Rather than 6 people AND cargo, our requirement is 6 people OR 4 people + cargo. Kind of an annoying requirement. A tiny hatchback will do 5 people OR 2 people + cargo, so it's close but not quite. 5 people + cargo is also well served and seems to be the sweet spot but those vehicles don't have a way to accomodate 6.

We have an old Mazda 5 micro-van that hits our requirements, but they no longer sell that in North America. So we either have to get something considerably larger or compromise.

With six people plus a week’s worth of groceries for six, forget small cars—-there aren’t that many vehicles period. I’d think expanded length sport utility vehicles (e.g.
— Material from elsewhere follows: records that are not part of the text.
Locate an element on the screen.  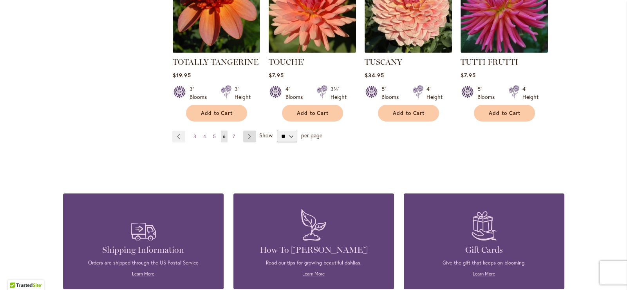
span: 7 is located at coordinates (234, 136).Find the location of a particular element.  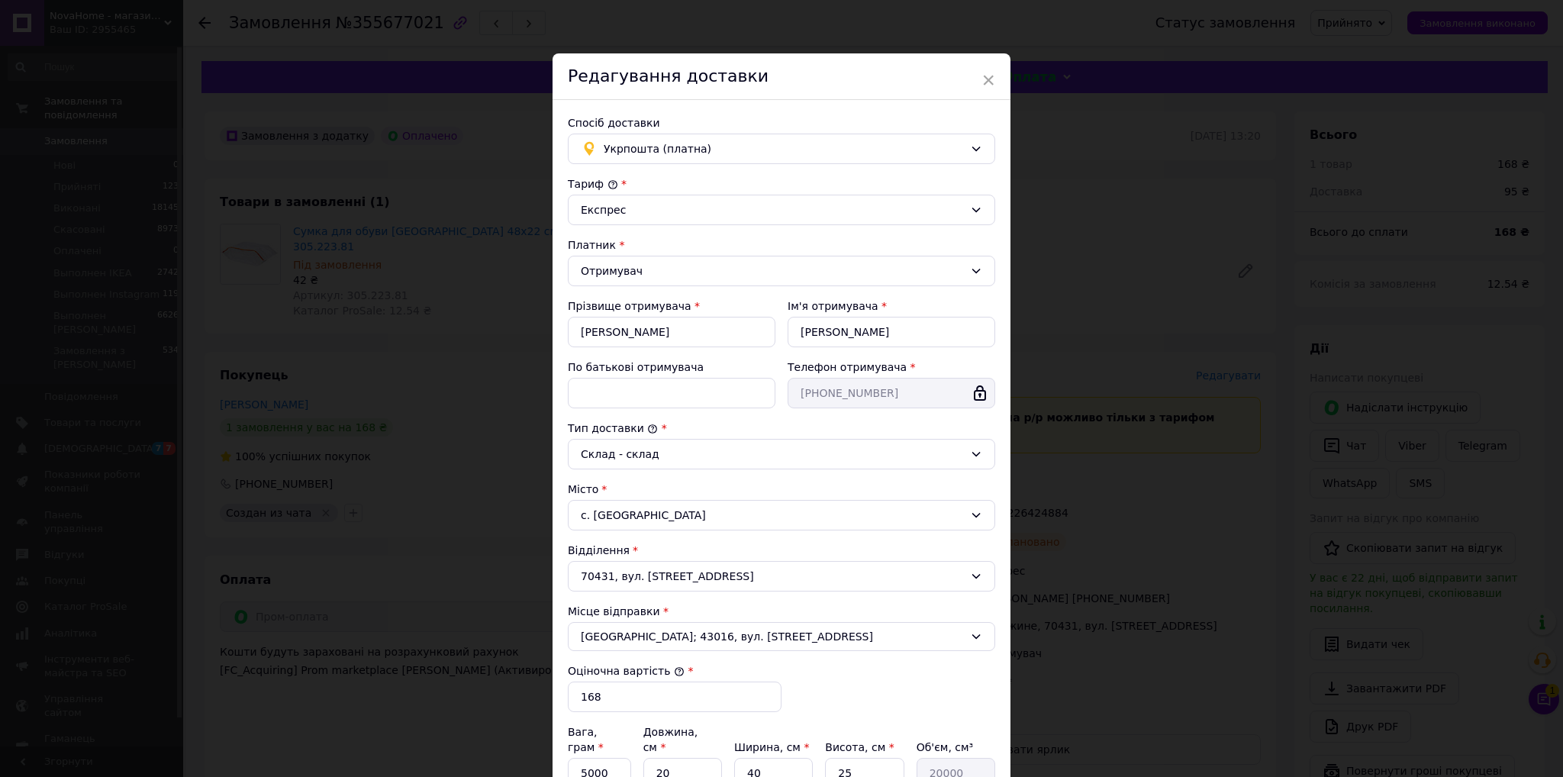

label: Ім'я отримувача is located at coordinates (833, 306).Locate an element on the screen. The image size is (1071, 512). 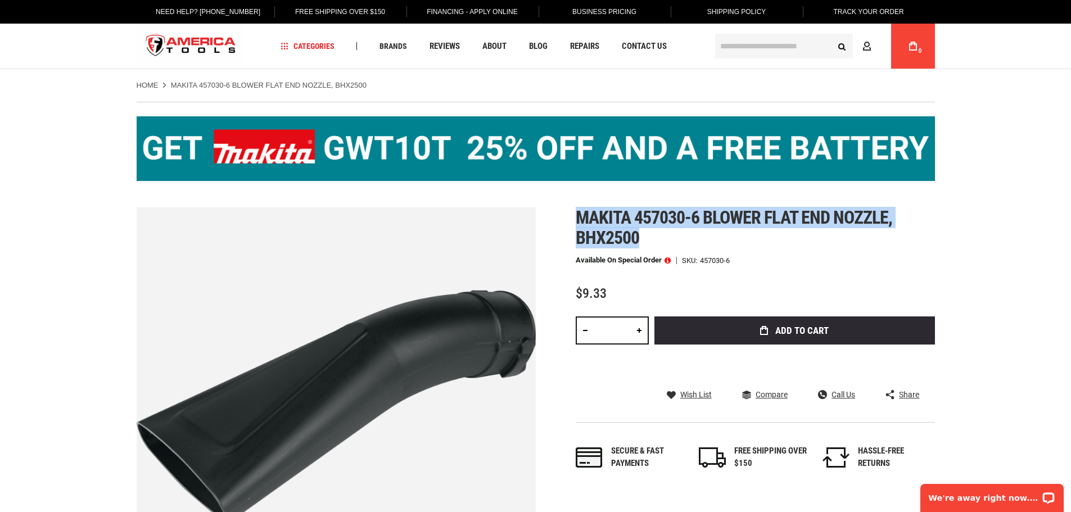
a: Wish List is located at coordinates (689, 395).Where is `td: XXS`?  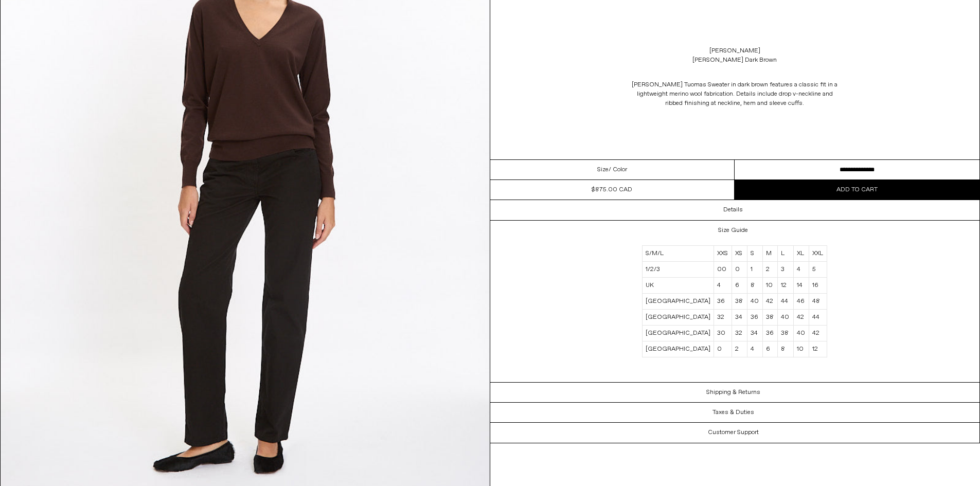 td: XXS is located at coordinates (723, 254).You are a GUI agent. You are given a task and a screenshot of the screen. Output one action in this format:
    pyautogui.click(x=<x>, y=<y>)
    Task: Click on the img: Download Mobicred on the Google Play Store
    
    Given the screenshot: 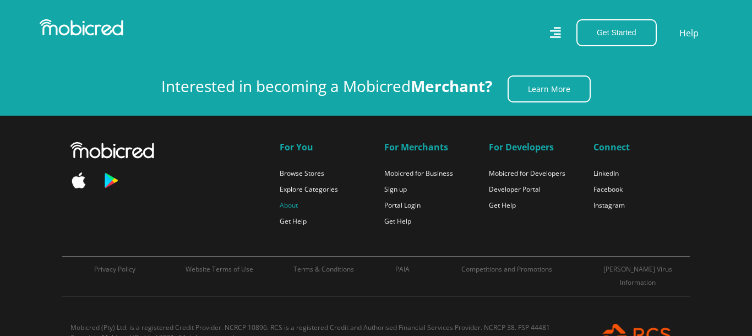 What is the action you would take?
    pyautogui.click(x=111, y=181)
    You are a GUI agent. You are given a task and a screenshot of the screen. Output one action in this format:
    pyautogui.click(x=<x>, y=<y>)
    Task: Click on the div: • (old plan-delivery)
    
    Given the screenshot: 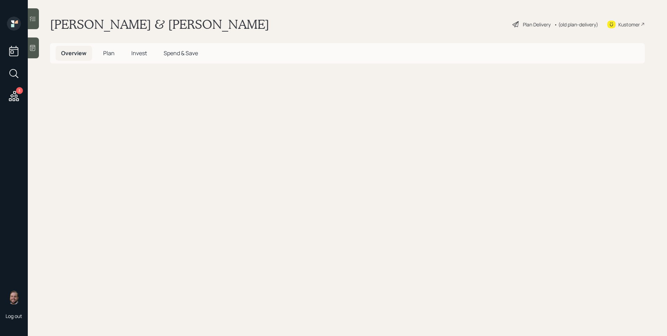 What is the action you would take?
    pyautogui.click(x=576, y=24)
    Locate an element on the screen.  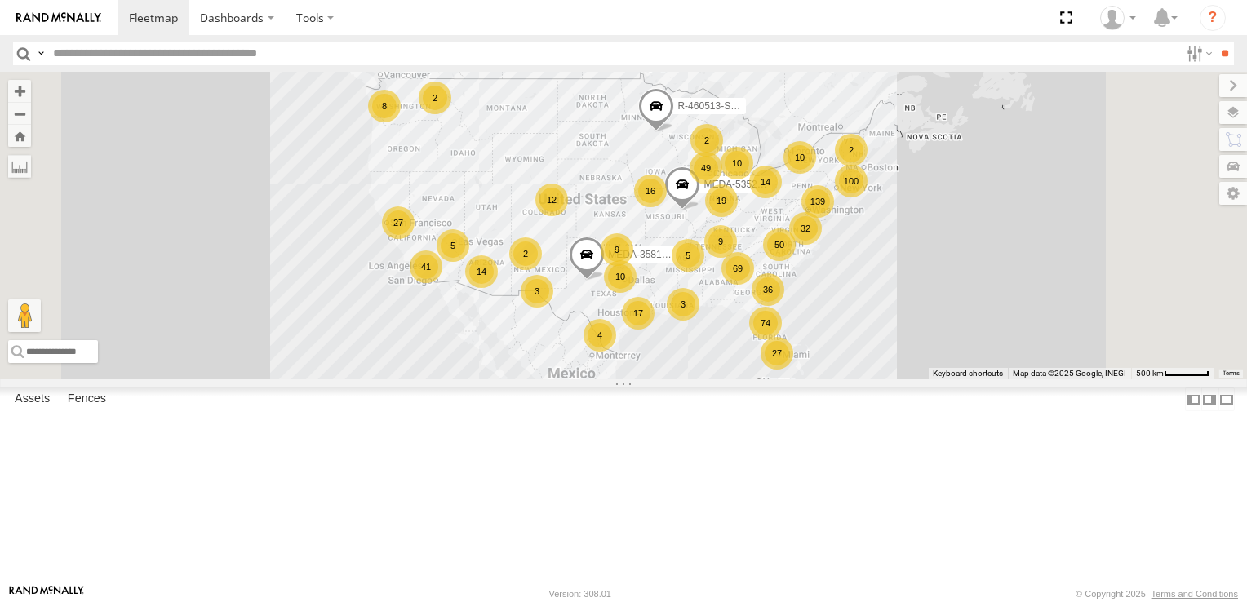
a: Visit our Website is located at coordinates (47, 594).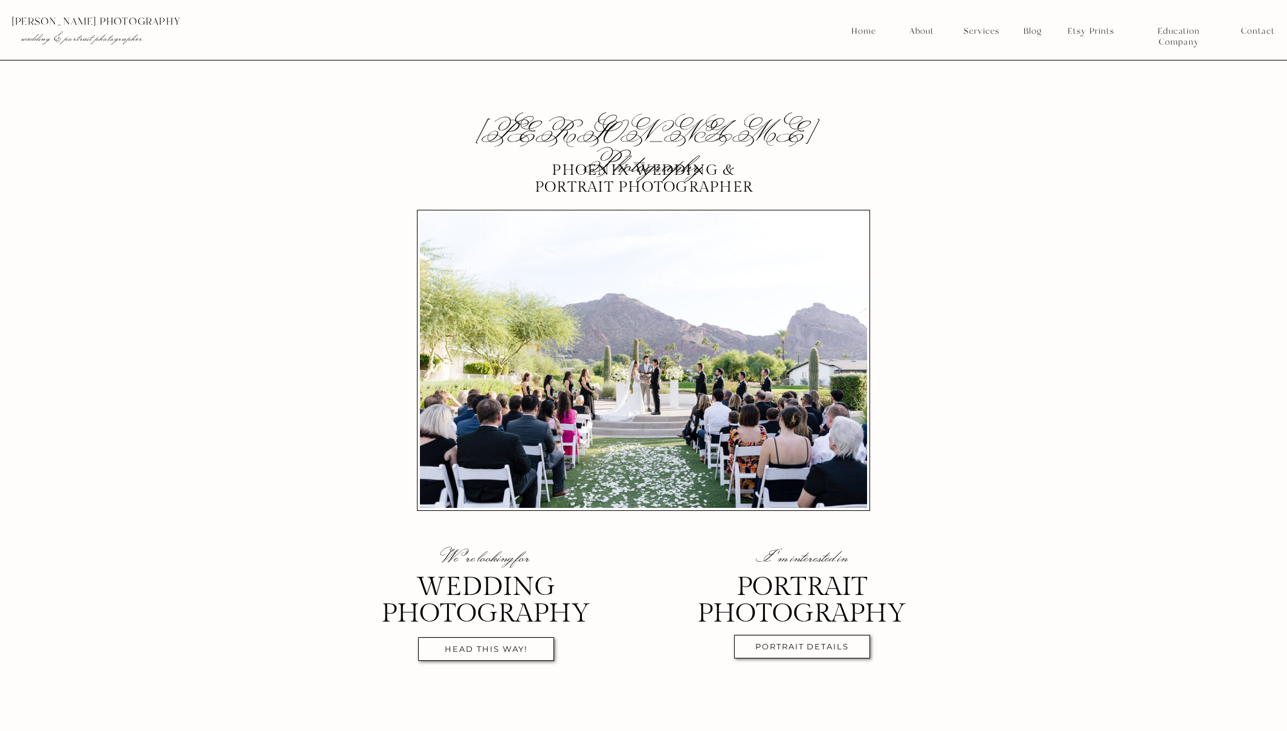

Chevy Suburban) is going to be about it.
Sure, end the chicken tax that prevents things like the Toyota hilux from being imported.
And the CAFE standards that make "trucks" exempt from most fuel efficiency rules.
and also make it so smaller cars are also tax deductible and not just cadillac escalades (6000 lb+ vehicle tax deduction for small business). Or just remove that deduction entirely.
And tax gas so it costs $8-$10/gal.
A Hilux is 5.3m x 1.9m... how is that a small car?
True but compared to eg an F150 the Hilux is 55cm shorter in length, 17cm narrower, and 10cm shorter in height. And about 900kg lighter.
I don't get how blaming the government for one's individual car choice helps.
Governments can pick winners and losers through the tax code and through tariffs. They made importing smaller trucks cost prohibitive in this case.
It's not an "individual choice" when the options are entirely unavailable due to regulatory discrimination.
The government affects which vehicles are available for purchase.
I pretty sure you can buy any vehicle you want you just are going to have serious roadblocks getting it registered and legal in the US for driving on government roads.
That wasn't a generic anti-government rant, that's an actual thing. Regulations have unintended effects, and many regulations aren't written very well to begin with, and then function even worse later as time changes the environment but not the regulation.

And the emissions standards (in the US) have essentially caused the market to produce all stupidly large trucks.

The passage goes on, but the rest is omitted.